What they gave me was simple enough on the surface, a glass jar filled with tiny folded pieces of paper. Each one held a prompt, an idea for me to draw, like little fortune cookies holding infinite possibilities, small threads for me to pull at.




They made it together, after we worked on our own gifting project. And when I held it in my hands, I cried because it wasn’t just thoughtful, it was an act of deep imagination. It meant something more to me. We’ve been cycling through some heavy domestic violence trauma... again... trying to create in the midst of destruction, and this gift, this tiny jar of prompts felt like a spark in the dark. One of the most thoughtful things I’ve ever received, them showing me they could map a way out of these intense cycles of concentrated violence for moments of healthy connection...

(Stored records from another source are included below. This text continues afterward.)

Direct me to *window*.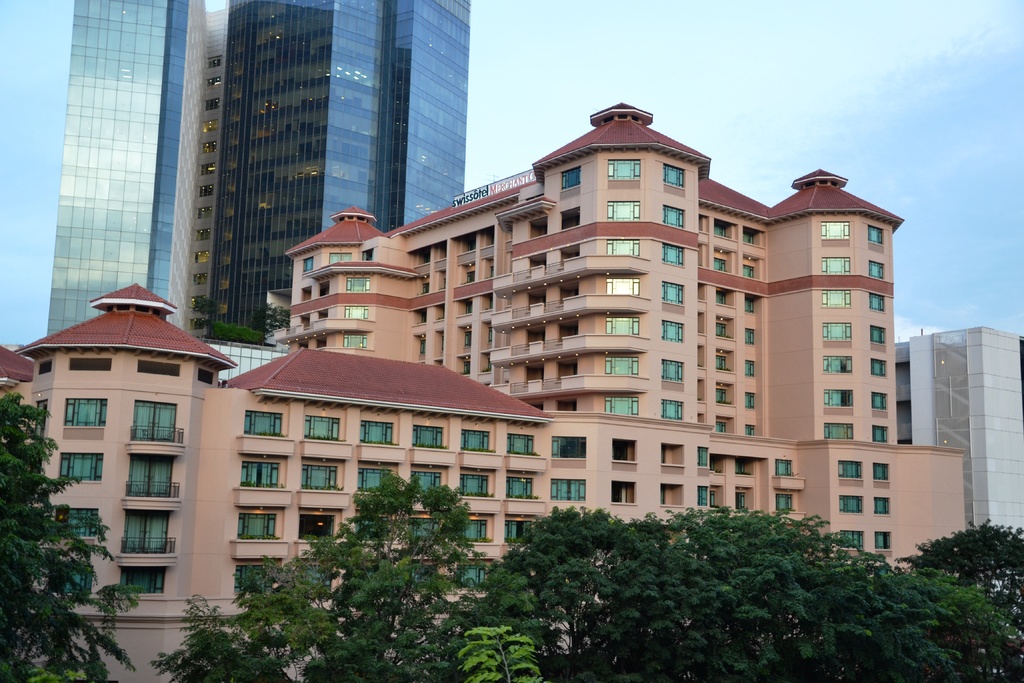
Direction: 343 307 368 320.
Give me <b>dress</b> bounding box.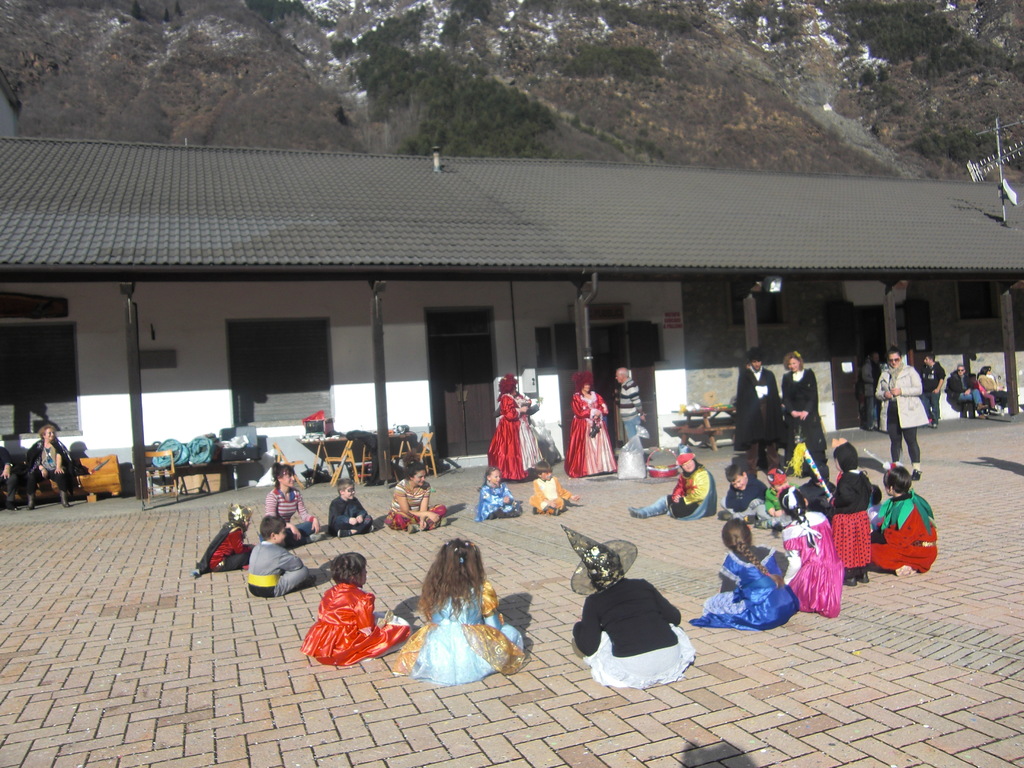
(left=784, top=517, right=844, bottom=616).
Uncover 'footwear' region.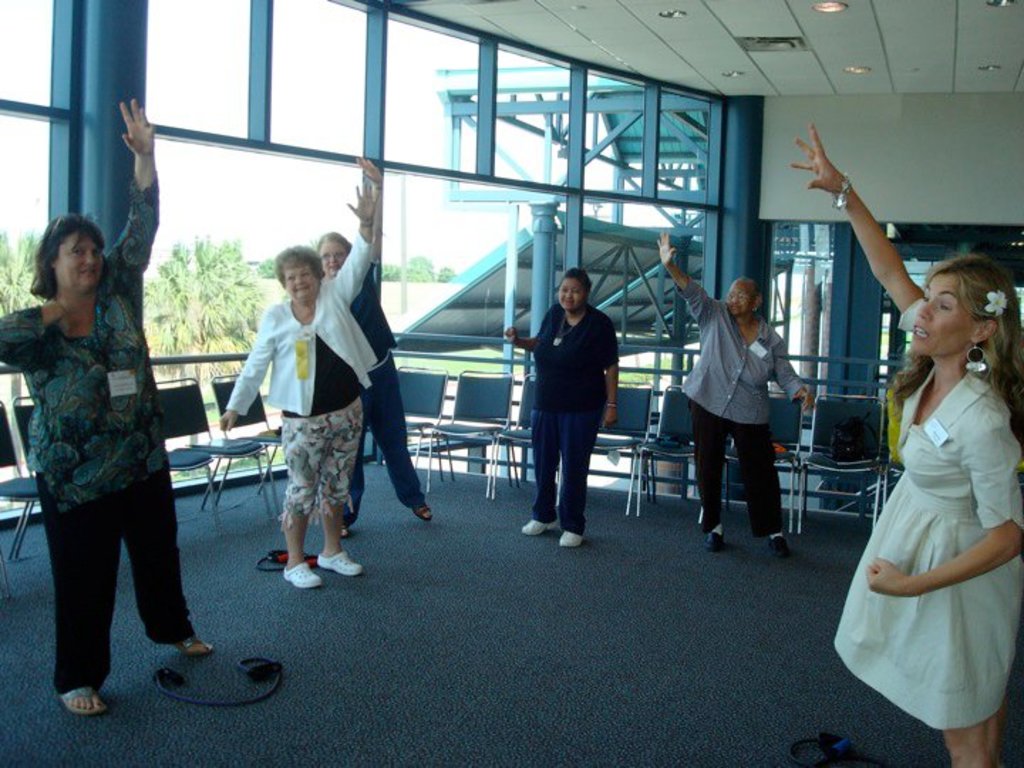
Uncovered: (x1=284, y1=562, x2=323, y2=589).
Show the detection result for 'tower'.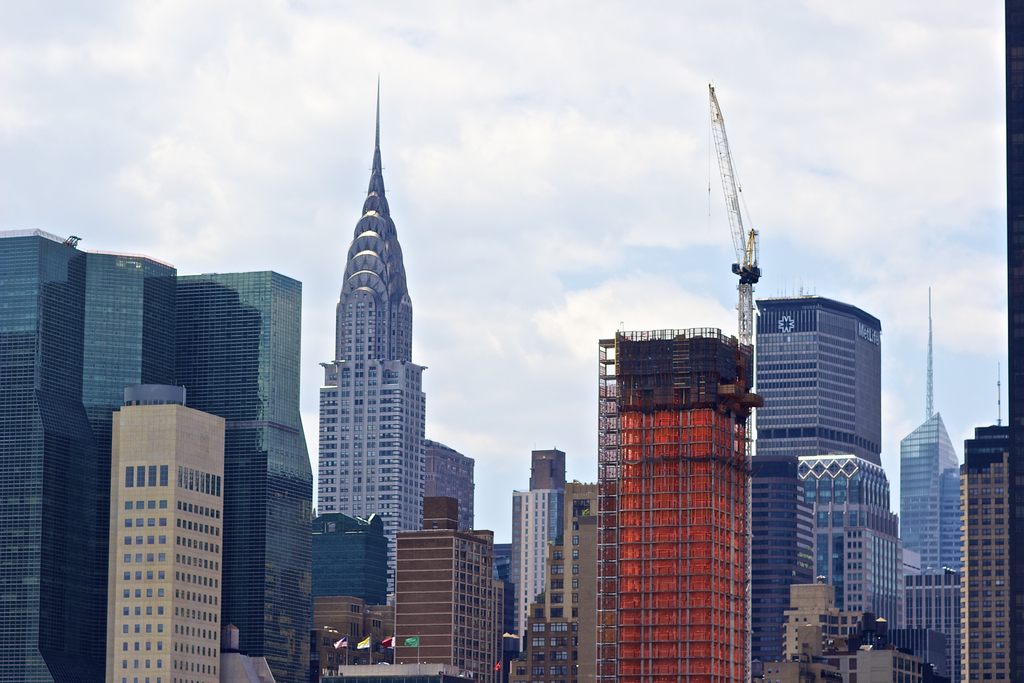
(left=175, top=268, right=314, bottom=682).
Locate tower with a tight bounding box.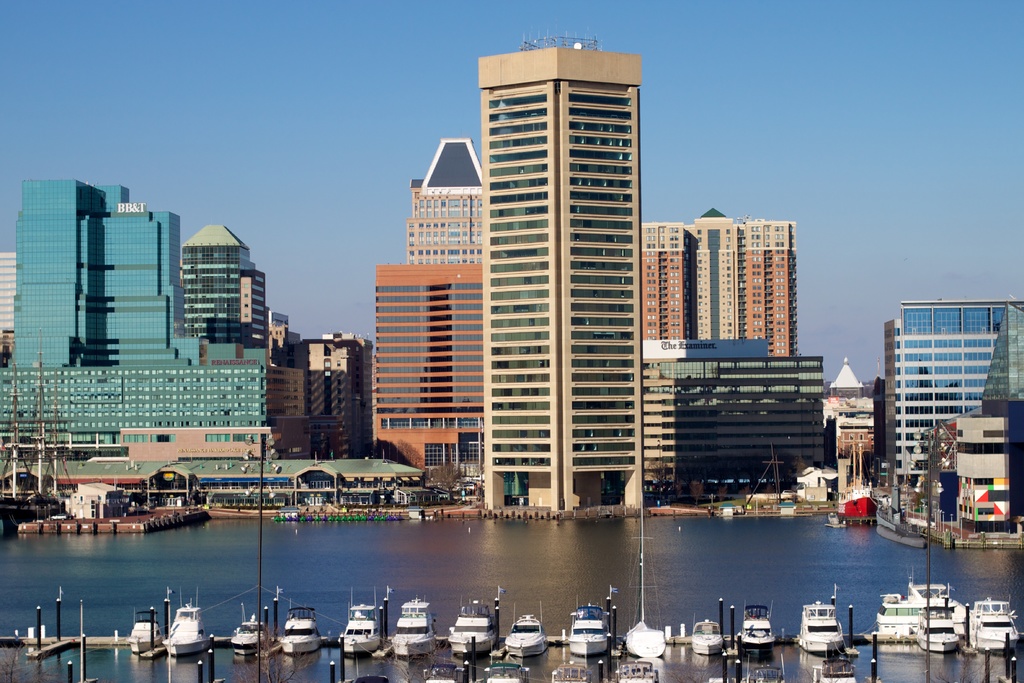
box=[482, 26, 643, 510].
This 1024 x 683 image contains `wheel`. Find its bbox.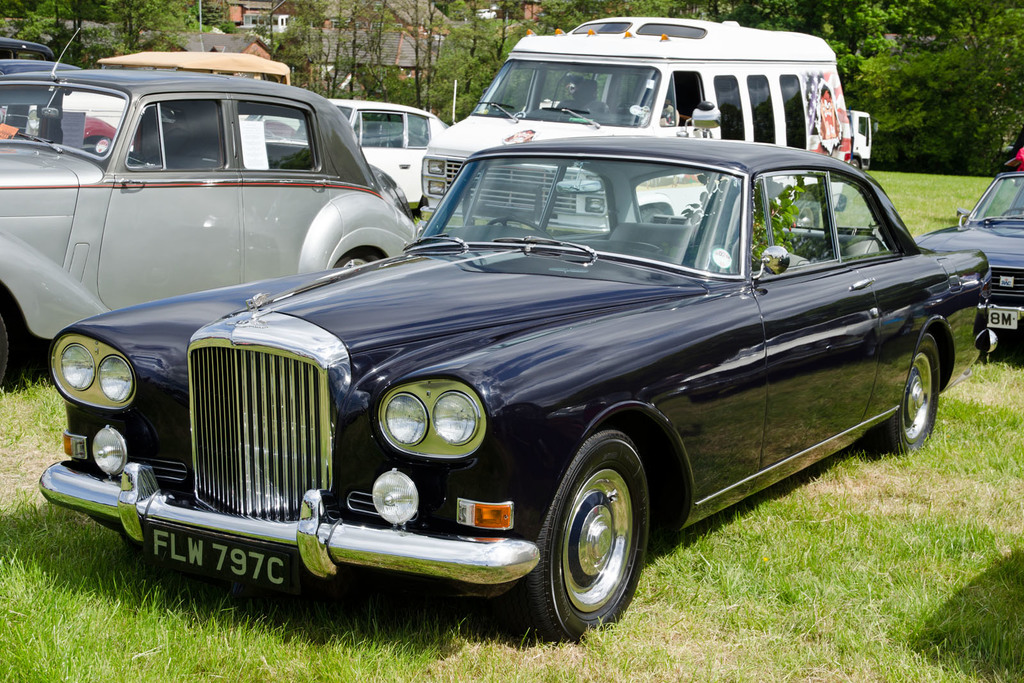
Rect(334, 248, 378, 266).
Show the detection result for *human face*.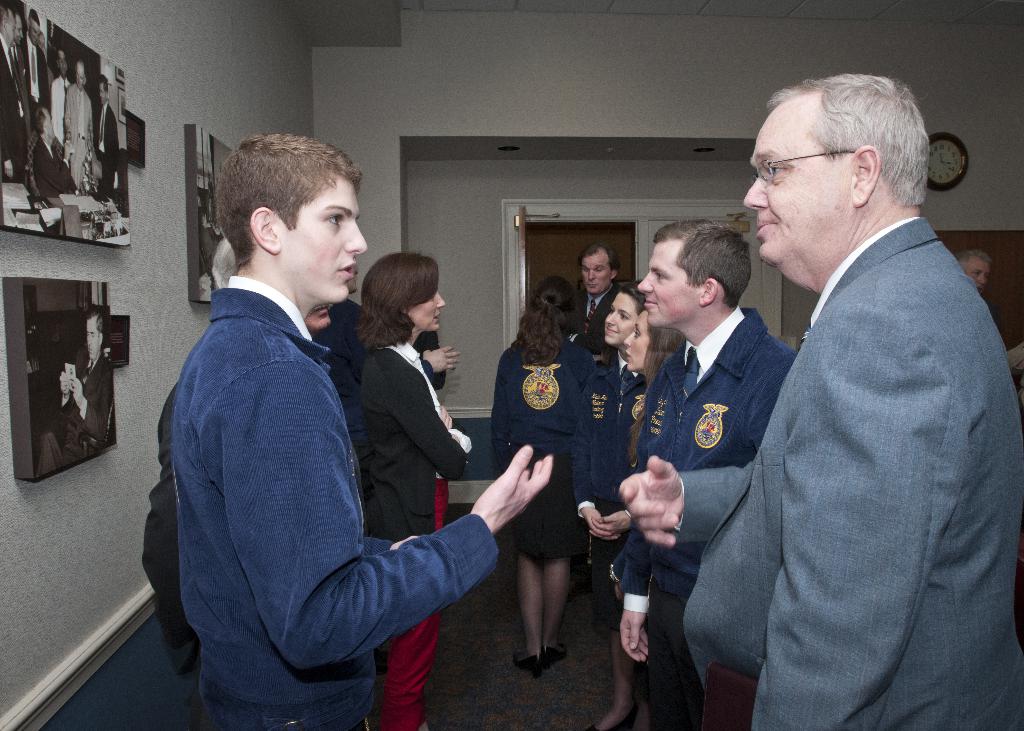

Before I get too deep, this is a whole other story, and luckily for me (and us) another gallery of art is holding that energy until it’s ready to be shared back.


For now, this is about the jar.


I wanted to tear it open and read them all at once, cherry-pick the one I most wanted to do. But I didn’t. I let the magic of the unknown hold there for a while and instead decided to lucky dip each one then paint, take what I was dealt and work with it.


Like life, huh?


The first one: Paint a campfire.


So I set up my palette, opened my book, and got to work.



Big Moon, Big Fire
Big Moon, Big Fire


At the same time, I was deep in another The Other Others dive, listening to Green Terra Nullius podcast. This time round I heard more in the yarns and how they were circling through knowledge around boundaries, limits, embassies and why they exist, how they move, and how we cycle through them all the time.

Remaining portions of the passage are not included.